The man flipped Benji onto his belly, yanked off the backpack, and
used a thin rope to tie his hands together behind his back. Then he picked the boy up, slung him roughly over his shoulder, and made his way back to the Land Rovers. Dazed from the tree limb, and with his mind spinning from the sudden turn of events, Benji didn’t notice he was being dropped until he hit the dirt road.
“Ooooh, my head.”
He rolled onto his back and stared up into the man's ugly face. Blood dripped from his nose.
“Shut up. I don't know who the devil ya are, but I'm thinkin' I should keep ya 'round. What're ya doin' out here, anyway? Yer just gonna lay there and be quiet 'til the boss’s kid gets back and he can figure out what to do with ya.”
“Wait, I-”
“I told ya to keep yer mouth shut.” He drew a very large, very scary knife out from behind his back and held the tip to Benji’s nose. “You keep runnin' your mouth and I’m gonna get mad. Ya don't want me mad, kid. Understand?”

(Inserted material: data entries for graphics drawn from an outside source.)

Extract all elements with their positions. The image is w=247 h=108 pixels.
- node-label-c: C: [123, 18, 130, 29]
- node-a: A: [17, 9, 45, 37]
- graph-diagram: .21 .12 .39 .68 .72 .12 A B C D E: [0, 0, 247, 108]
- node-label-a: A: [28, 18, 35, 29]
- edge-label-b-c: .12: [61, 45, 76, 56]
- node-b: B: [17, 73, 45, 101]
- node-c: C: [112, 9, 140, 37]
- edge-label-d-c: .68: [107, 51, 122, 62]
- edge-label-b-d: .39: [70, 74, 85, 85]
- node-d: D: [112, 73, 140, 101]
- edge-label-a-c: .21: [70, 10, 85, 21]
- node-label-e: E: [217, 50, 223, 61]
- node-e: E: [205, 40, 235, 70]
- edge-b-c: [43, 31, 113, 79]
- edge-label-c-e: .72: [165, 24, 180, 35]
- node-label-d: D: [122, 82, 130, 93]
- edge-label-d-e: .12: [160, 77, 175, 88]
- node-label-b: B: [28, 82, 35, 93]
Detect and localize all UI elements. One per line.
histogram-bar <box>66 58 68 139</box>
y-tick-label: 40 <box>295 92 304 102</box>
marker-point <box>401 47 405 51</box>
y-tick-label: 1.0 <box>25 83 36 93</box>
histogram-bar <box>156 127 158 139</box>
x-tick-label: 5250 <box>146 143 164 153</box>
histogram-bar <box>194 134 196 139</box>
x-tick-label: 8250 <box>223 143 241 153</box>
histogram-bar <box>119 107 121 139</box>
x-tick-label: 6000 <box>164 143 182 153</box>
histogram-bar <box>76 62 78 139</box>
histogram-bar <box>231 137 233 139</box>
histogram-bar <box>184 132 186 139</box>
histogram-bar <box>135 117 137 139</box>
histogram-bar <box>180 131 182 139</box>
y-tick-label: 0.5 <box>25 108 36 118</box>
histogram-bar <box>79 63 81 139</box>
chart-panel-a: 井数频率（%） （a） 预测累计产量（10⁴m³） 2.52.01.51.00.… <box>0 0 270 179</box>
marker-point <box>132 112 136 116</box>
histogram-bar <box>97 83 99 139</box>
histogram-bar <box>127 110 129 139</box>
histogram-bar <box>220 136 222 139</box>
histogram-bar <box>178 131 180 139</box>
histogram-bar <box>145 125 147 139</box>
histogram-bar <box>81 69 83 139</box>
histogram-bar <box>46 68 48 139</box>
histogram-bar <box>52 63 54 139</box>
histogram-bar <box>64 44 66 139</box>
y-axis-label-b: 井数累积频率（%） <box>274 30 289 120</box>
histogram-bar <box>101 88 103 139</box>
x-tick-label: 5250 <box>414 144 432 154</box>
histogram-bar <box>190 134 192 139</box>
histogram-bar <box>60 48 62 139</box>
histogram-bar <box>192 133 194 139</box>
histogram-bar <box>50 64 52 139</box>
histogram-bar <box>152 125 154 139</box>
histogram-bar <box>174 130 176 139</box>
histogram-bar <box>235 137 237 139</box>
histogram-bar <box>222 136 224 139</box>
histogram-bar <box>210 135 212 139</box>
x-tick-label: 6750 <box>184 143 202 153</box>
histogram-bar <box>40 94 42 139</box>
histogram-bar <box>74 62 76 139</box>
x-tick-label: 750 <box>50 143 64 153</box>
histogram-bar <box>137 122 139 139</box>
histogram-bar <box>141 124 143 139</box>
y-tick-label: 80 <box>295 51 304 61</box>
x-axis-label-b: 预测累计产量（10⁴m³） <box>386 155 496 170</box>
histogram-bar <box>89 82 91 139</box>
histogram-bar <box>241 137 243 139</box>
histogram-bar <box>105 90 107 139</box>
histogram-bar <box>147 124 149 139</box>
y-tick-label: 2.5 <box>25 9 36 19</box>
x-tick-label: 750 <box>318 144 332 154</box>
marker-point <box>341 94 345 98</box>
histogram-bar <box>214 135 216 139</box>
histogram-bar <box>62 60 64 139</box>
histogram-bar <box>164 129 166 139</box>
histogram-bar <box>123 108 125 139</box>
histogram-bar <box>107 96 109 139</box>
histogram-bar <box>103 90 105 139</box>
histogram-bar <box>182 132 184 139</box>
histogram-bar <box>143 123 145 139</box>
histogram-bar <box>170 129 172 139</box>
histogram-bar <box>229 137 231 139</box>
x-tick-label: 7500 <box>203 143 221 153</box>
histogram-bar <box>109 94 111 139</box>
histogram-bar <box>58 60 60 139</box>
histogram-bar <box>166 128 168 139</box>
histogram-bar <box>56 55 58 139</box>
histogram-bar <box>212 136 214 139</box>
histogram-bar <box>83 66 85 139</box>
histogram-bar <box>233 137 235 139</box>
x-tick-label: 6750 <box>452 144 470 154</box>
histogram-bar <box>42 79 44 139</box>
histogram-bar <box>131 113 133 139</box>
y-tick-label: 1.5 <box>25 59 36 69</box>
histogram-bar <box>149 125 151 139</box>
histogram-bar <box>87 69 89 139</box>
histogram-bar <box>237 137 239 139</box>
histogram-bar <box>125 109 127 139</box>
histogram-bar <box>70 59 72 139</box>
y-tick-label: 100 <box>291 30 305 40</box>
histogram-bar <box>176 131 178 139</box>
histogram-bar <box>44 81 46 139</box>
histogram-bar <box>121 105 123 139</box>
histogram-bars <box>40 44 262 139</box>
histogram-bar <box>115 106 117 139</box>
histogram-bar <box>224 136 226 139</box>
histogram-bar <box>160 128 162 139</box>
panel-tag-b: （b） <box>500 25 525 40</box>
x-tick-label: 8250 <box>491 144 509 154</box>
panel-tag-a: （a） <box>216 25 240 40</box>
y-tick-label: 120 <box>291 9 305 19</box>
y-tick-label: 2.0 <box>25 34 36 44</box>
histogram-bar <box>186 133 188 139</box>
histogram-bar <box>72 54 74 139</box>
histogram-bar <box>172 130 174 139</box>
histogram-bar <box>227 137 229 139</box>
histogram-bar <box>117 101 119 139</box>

Shaking, Benji nodded the smallest nod he dared to avoid cutting his nose open on what looked like a dangerously sharp blade. Satisfied, the man returned the knife to its sheath. He walked off a few yards and lit a cigarette.
Now what?
Strong. He had to be strong. There was no use crying or begging. As long as Benji knew where the ruby was and Trent didn’t, they wouldn’t kill him. But if they found out where it was, not only would the villagers lose their lives, but so would Benji. It was like the man said—he needed to keep his mouth shut. Lives depended on it.
A voice, tense and angry, floated through the night air. Trent and his men were back.
“My father is not going to be happy about your screw up.”
Anders ignored the baseball star and kept walking. Trent followed close behind and pointed a finger at the back of the older man's head. Benji could see the furious looks on both of their faces.